Do they make monitors that are actually natively vertical? I hate how all newer monitors are wide screen now, that cuts out on the amount of vertical area, and makes it take up more room. I plan to later on go with 3 monitors, but with wide screen I would have no room, so I'd want them to be vertical.

At work I have 3 that are vertical, but it's "faked" using the orientation setting of the driver, and it can be a real pain sometimes. I can't open anything such as a powerpoint presentation or all the icons get scattered all over the place, the other two monitors screw up etc... I'm hoping there are monitors that are this orientation natively so there's no "middle man" (the driver) involved, and no OS dependance. So is there such thing?

Also, a side note, but how do people with 3 or more monitors deal with it? I find Windows has lot of trouble with it, and often screws up. Like after a reboot usually everything resets and has to be reconfigured. Sometimes one or two of them wont even turn on and have to be reenabled, the icons are always all reset etc... maybe Linux is better for this? I do plan to switch to Linux eventually, so maybe that's my best bet?
 

OVerLoRDI

Diamond Member
Jan 22, 2006
5,490
4
81
I'll agree with you on the Windows still being stupid about multiple monitors. I run a 3 monitor setup, but none of them are vertical.

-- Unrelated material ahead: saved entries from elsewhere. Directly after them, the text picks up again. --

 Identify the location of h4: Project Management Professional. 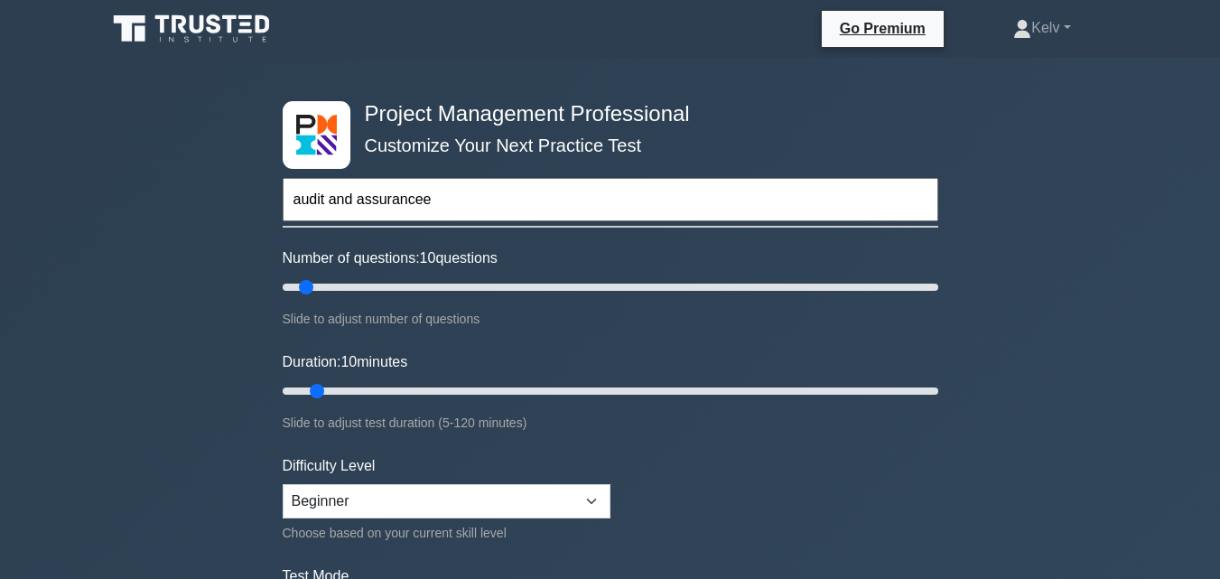
(603, 114). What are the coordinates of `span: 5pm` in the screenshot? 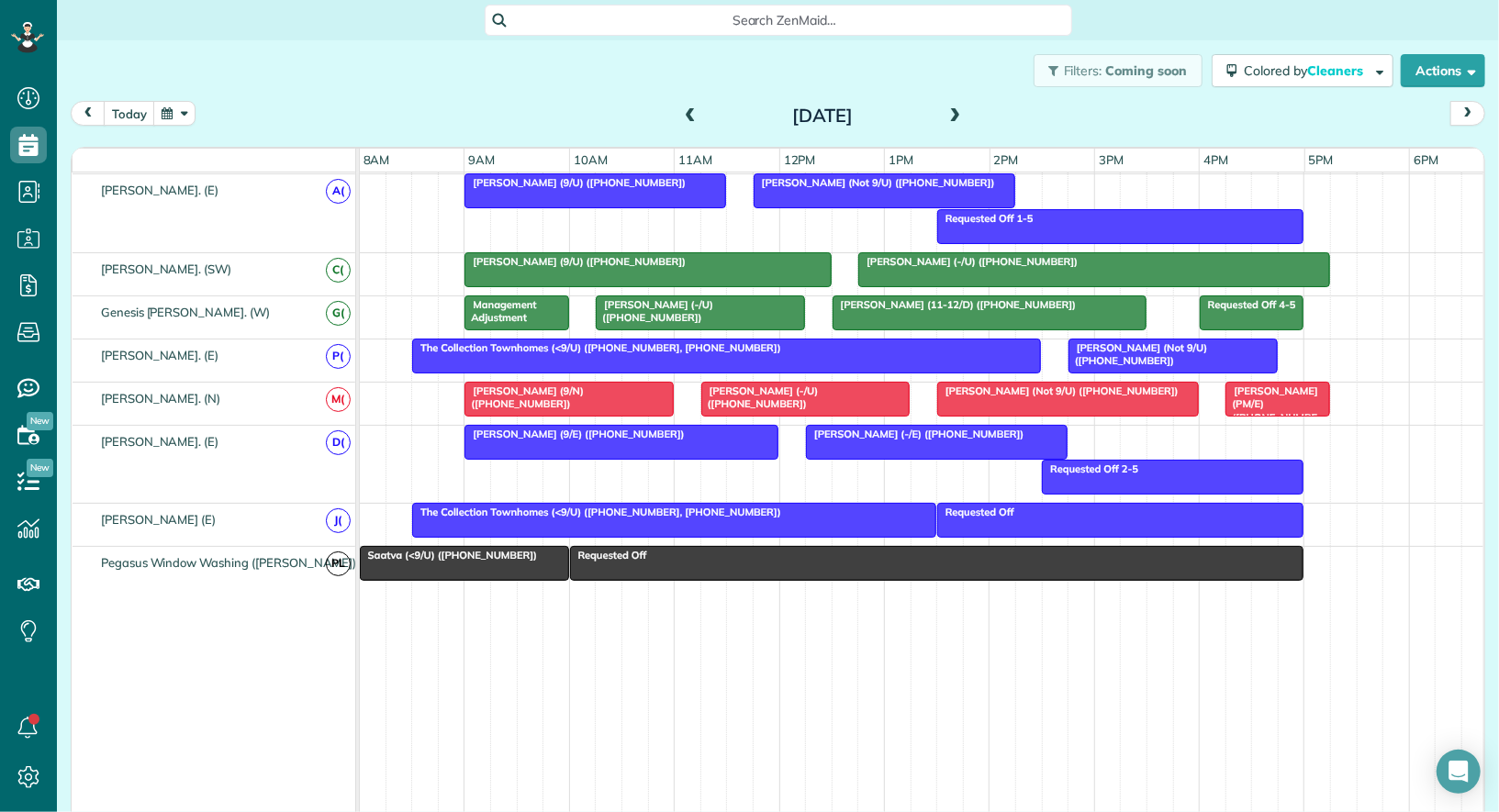 It's located at (1321, 160).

I'm also willing to bet that there are no consumer monitors that are natively vertical, as you are describing.
 

Final8ty

Golden Member
Jun 13, 2007
1,172
13
81
Lot of monitors can be oriented so they are vertical, but that requires the driver to also support that, and to flip within the OS. So if you are viewing the bios, or a live CD, or anything not part of the primary OS, it will be 90 degrees off. Even within Windows there will be things like power point presentations, games etc that wont show up properly.

Do they make monitors that are actually natively vertical? I hate how all newer monitors are wide screen now, that cuts out on the amount of vertical area, and makes it take up more room. I plan to later on go with 3 monitors, but with wide screen I would have no room, so I'd want them to be vertical.

At work I have 3 that are vertical, but it's "faked" using the orientation setting of the driver, and it can be a real pain sometimes. I can't open anything such as a powerpoint presentation or all the icons get scattered all over the place, the other two monitors screw up etc... I'm hoping there are monitors that are this orientation natively so there's no "middle man" (the driver) involved, and no OS dependance. So is there such thing?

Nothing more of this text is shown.